20 Saturday Oct 2012

Posted by Mike Sivier in Conservative Party, People, Politics, Powys, UK

≈ Comments Off on Cameron, Brooks, and an embarrassment of emails

Tags

"embarrassment", Andy Coulson, Conservative, councillor, county, David Cameron, email, inquiry, Leveson, Mid Wales, Mike Sivier, mikesivier, mobile, naked, people, phone, photo, photograph, politics, Powys, Rebekah Brooks, Rupert Murdoch, Tories, Tory, Vox Political


The correspondents: Can anything transmitted between Rebekah Brooks and David Cameron be as bad for them as a naked photograph was for a Conservative councillor?

How embarrassing are these emails that David Cameron withheld from the Leveson Inquiry?

I’m sure you know the story by now – Mr Cameron held back dozens of emails, including (it’s believed) messages to Andy Coulson while he was still an employee of Rupert Murdoch, after taking legal advice.
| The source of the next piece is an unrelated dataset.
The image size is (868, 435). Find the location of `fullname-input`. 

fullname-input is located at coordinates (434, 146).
It seems they’re not “relevant”.

The trouble is, things that aren’t “relevant” have a nasty habit of grabbing the public interest. I want to know the contents of every single one of those emails, and I don’t think I’m the only one.
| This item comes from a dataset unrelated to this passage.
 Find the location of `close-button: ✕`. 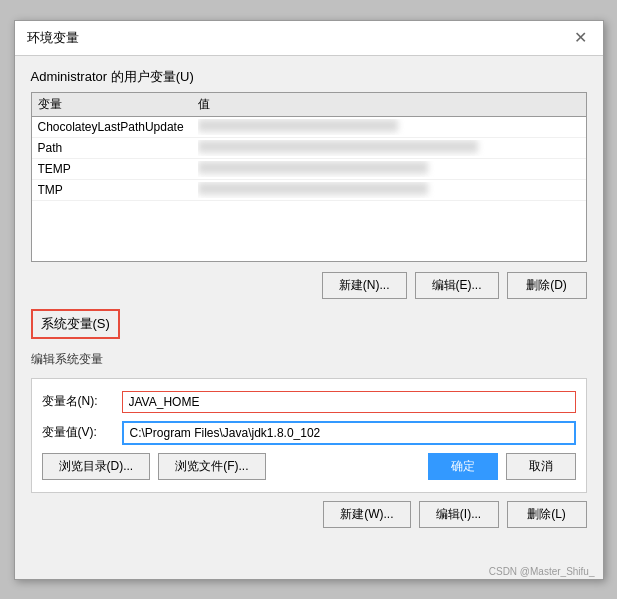

close-button: ✕ is located at coordinates (580, 38).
… Most especially since the contents of these private emails have been described as “embarrassing“.

Here in Mid Wales – only last week – we have had experience of “embarrassing” material, sent between individuals electronically, resurfacing to the detriment of a political reputation.

It concerns a very young county councillor, who took a naked photograph of himself on a mobile phone and transmitted it to a girl he claims was his enamorata at the time. That photo subsequently went public, and recently a campaign was launched against the councillor, casting doubt on his character due to the fact that he had taken the photograph in the first place, and the age of the girl to whom he sent it (my understanding is that she was aged under 16).

Putting his side of the story to a local newspaper, the councillor reportedly said: “A private communication between myself and my girlfriend at the time was shown to others. It was a foolish thing to do and it caused much embarrassment. I apologised at the time to all concerned.”

That’s not actually good enough, as we have no information from the young lady who received the photograph. Was she really his girlfriend? This might actually be a case of a 17-year-old sending a naked picture of himself to a random girl several years younger – in which case it’s a completely different affair.

But let’s go back to Mr Cameron. It occurs to me that, whatever those emails to Rebekah Brooks may contain, they can’t be anything like as damaging as what this young councillor (who also happens to be a Conservative) did.

So, unless Mr Cameron emailed naked pictures of himself to Mrs Brooks and Mr Coulson, there is less harm in producing the emails and letting the public make up its own mind than in not producing them – and watching the public decide anyway!